“I’m glad of that, and I want you to remember, Horace, when you are making your speech, that you are not to consider me or my sentence at all. Say the thing that will help toward what we all want. Don’t think about me—just think about Mary Ellen and what she was willing to undergo, and all the rest of those poor black creatures that are longing so for their freedom.”
His chair was beside hers now and he was seizing her hand. “Rhoda! Not think about you! How can I help it? Don’t you know I’m always thinking about you and always hoping that some day you’ll think better about what I’ve been hoping for so long? Isn’t there any chance, any prospect of a chance, for me yet?”
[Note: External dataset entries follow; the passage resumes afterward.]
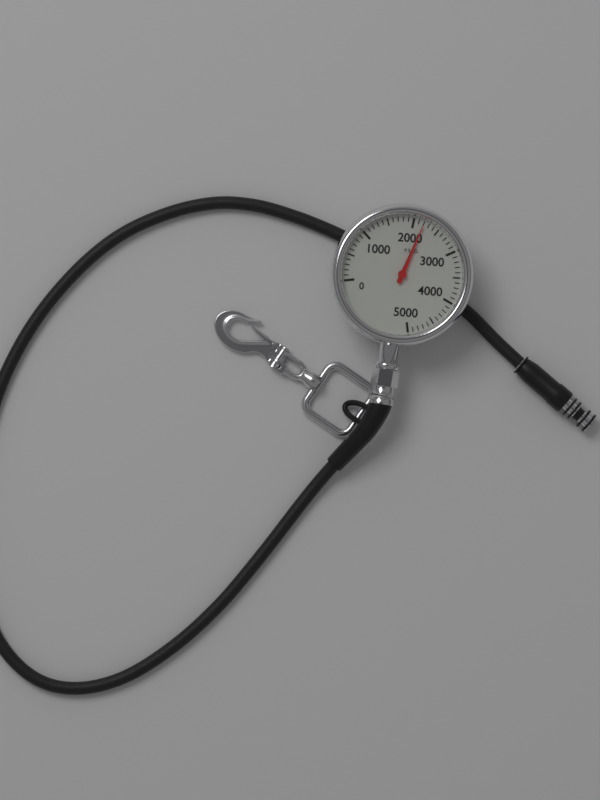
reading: 2200 psi
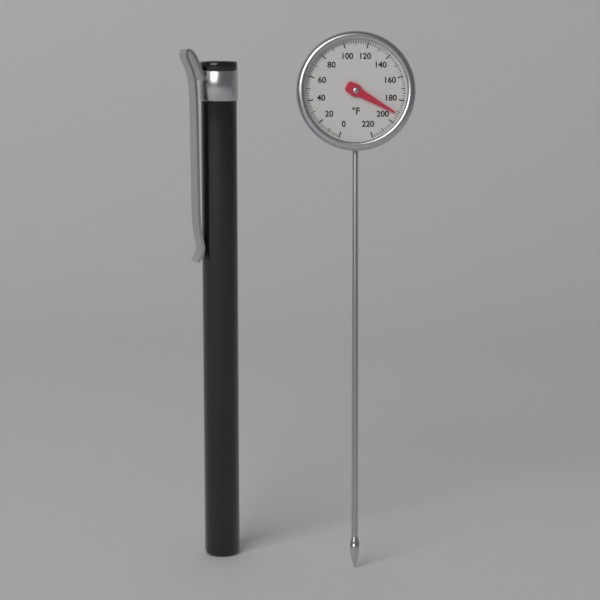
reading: 192 °F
She laid her free hand upon his two that were clasping hers. “I’m sorry, Horace! You know how much I like you, how much I prize your friendship—but you are like a dear brother to me, Horace, and I can’t think of you any other way!”
“But isn’t it possible that sometime—don’t you think, Rhoda, that after a while you’ll learn to like me the other way too? You know what I am, you know how much I love you—won’t my heart’s love draw yours, after a while?”
She shook her head and drew her hands away. “No, Horace, there isn’t any hope, not the least in the world. And I wish, dear Horace, I wish you would put it quite out of your mind. Don’t waste any more time thinking about me. There is many a nice girl who would make you a good wife, and I do wish, Horace, for your own sake, you would fall in love with one and marry her.”
He looked at her searchingly. “When a girl talks that way she really means it.”
“You know I mean it, Horace.”
“I mean, Rhoda, that she knows her own heart, clear through, and feels sure about it.”
“That’s the way I know mine,” she answered softly.
He seized her hand again as he exclaimed, “Does that mean, Rhoda, that there is some one else and that your heart is full already?”